« The Turkish president’s response shows how out of touch he is with the scale of the event. » Sinan Ciddi’s analysis in The Dispatch on February 21, 2023.
Two weeks have passed since the deadliest series of earthquakes in Turkish history destroyed 10 provinces in the country’s southeast. The death toll could surpass 100,000, and many survivors have lost not just their homes but their livelihoods. Yet President Recep Tayyip Erdoğan has appeared more concerned about the disaster’s political fallout than aiding its victims.
His politics-first approach ahead of national elections in May has backfired. Now voters are demanding accountability for haphazard rescue and relief operations—as well as the corruption that gave rise to substandard buildings that collapsed in seconds.
Erdoğan’s reelection chances were already uncertain amid a floundering economy. Before the earthquakes hit, he had launched an economic plan to win over skeptical voters: He increased minimum wage and pensions and loosened monetary supply, flooding money markets with low interest loans for businesses and individuals. On the foreign policy side, he demonized Turkey’s Western partners and accused them, among other things, of being behind a violent 2016 coup attempt. Such tactics gained traction, and Erdoğan’s poll numbers ticked up in the last quarter of 2022. Erdoğan was also buoyed by a visibly incompetent political opposition consisting of six parties under the umbrella of the “Nation Alliance,” which has no clear message and has not been able to nominate a candidate to stand against Erdoğan. The impact of the quakes have likely nullified the utility of this playbook. Now, estimates suggest that post-quake reconstruction could cost $84 billion and the loss of economic activity could shave 2 percentage points off Turkey’s projected gross domestic product growth in 2023. This hampers the government’s ability to curb inflation.
His struggle to hold onto power is now more difficult. The quakes prompted widespread public anger with Erdoğan and his Justice and Development Party (AKP): Why were the rescue and relief efforts so slow and so badly coordinated? Why did the government hesitate to deploy the military? Why were building and occupancy permits given out by local officials for substandard dwellings that collapsed easily? What happened to the funds collected under the so-called “earthquake tax” imposed after the 1999 earthquake to prepare for future disasters?
Erdoğan has no good answers to these questions, which likely explains his absence from public view in the first 48 hours after the quakes struck. In his first public remarks, he threatened legal action against those who criticized the government. Authorities also arrested more than 100 building contractors allegedly responsible for shoddy construction, but this is unlikely to satisfy public demands for accountability. Why not arrest the officials—in many cases affiliated with the AKP—who issued the building permits? Instead, the day after the disaster, Erdoğan blocked access to Twitter, where criticism of the government was proliferating. Rescue workers quickly condemned that decision, because victims trapped under the rubble were using social media to communicate their locations to rescue teams.
As citizens watch their government respond to the country’s biggest natural disaster on record, they are convinced of one thing: Their president is uniquely focused on limiting his and the AKP’s political exposure and responsibility for the disaster. Demolition crews have been dispatched to destroy public records office buildings that housed building permits, along with the names and records of contractors and the public officials who approved such projects. In other words, it is the beginning of a coverup. Various aid workers also told press outlets they were pushed out of the way just as victims were being brought out of collapsed buildings, then replaced by government-affiliated aid workers who wanted to take the credit for the rescue in front of television cameras.
Erdoğan and AKP officials are beginning to understand that their pre-earthquake strategy to woo voters is now useless, while their earthquake response has caused widespread public anger. That’s why the AKP is considering postponing the election (even though it’s not legally possible). Article 78 of the Turkish constitution does not permit delaying elections unless the country is in a state of war. To attempt this would be tantamount to a civil coup.
On the other hand, delaying the election may not save Erdoğan. If the economy contracts after the quake, economic conditions may be worse, leading voters to call for Erdoğan’s ouster more vociferously. Moreover, Erdoğan’s anti-Western rhetoric may not be as persuasive now that Turkey has seen rescue teams from dozens of nations working around the clock to save the lives of earthquake victims. Teams have arrived from the United States, Israel, Greece, Spain, and Sweden. Even Cyprus, whose relationship with Turkey has been hostile for decades, offered to send a team. Against this backdrop, Erdoğan likely knows he has to rethink his weaponization of foreign policy.
That adjustment will be hard for a man who thrives on polarization. What kind of campaign can he run that does not demonize the West? On the other hand, how can he look people in the eye after being in power for more than 20 years and say that he and his party are not responsible for the loose building regulations that engulf Turkey and that he and the AKP can rebuild Turkish cities in a safe and timely manner? This is a perfect political storm for Erdoğan, one he was not prepared for. Perhaps his best hope is that the opposition will be equally uncertain of how to campaign in this brand-new environment.
The Dispatch, February 21, 2023, by Sinan Ciddi.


**The problem:** Taking the line that contains "Find the location of a particular element." as the start and the last line of the data as the end, repeat exactly every line in that span, but no pictures.

[Start of Attachment]

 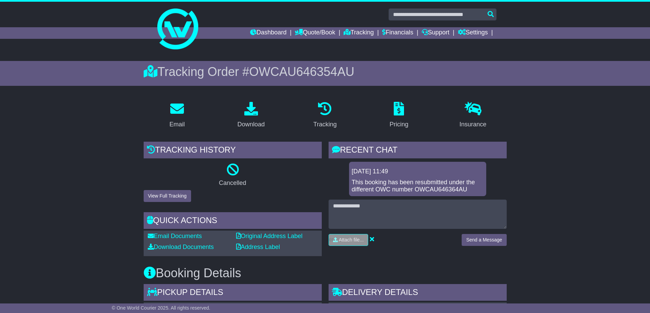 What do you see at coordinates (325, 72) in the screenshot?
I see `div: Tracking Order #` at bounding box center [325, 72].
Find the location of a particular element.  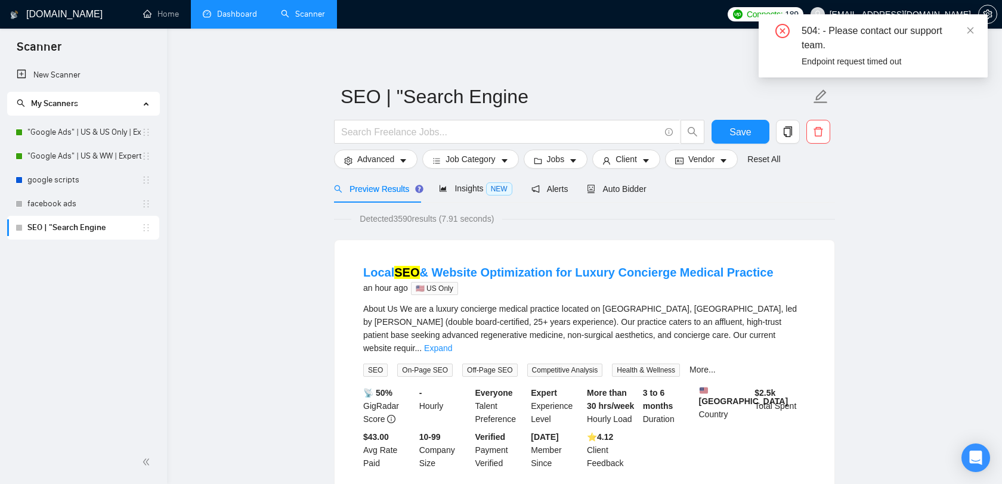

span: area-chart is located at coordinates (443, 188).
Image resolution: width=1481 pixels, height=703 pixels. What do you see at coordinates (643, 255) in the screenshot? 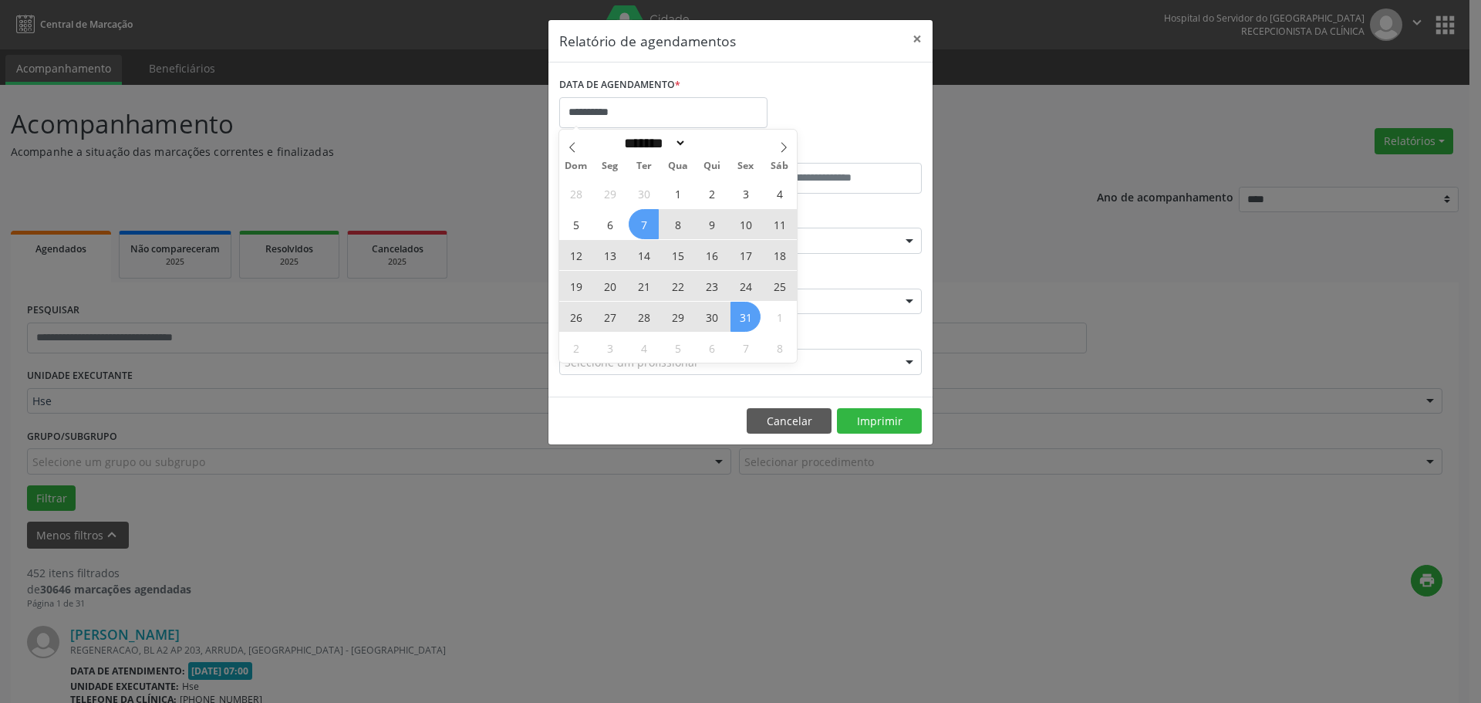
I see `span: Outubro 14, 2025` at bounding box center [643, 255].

[End of Attachment]

**Task solution:**
Find the location of a particular element.  

span: area-chart is located at coordinates (443, 188).
Image resolution: width=1481 pixels, height=703 pixels. What do you see at coordinates (643, 255) in the screenshot? 
I see `span: Outubro 14, 2025` at bounding box center [643, 255].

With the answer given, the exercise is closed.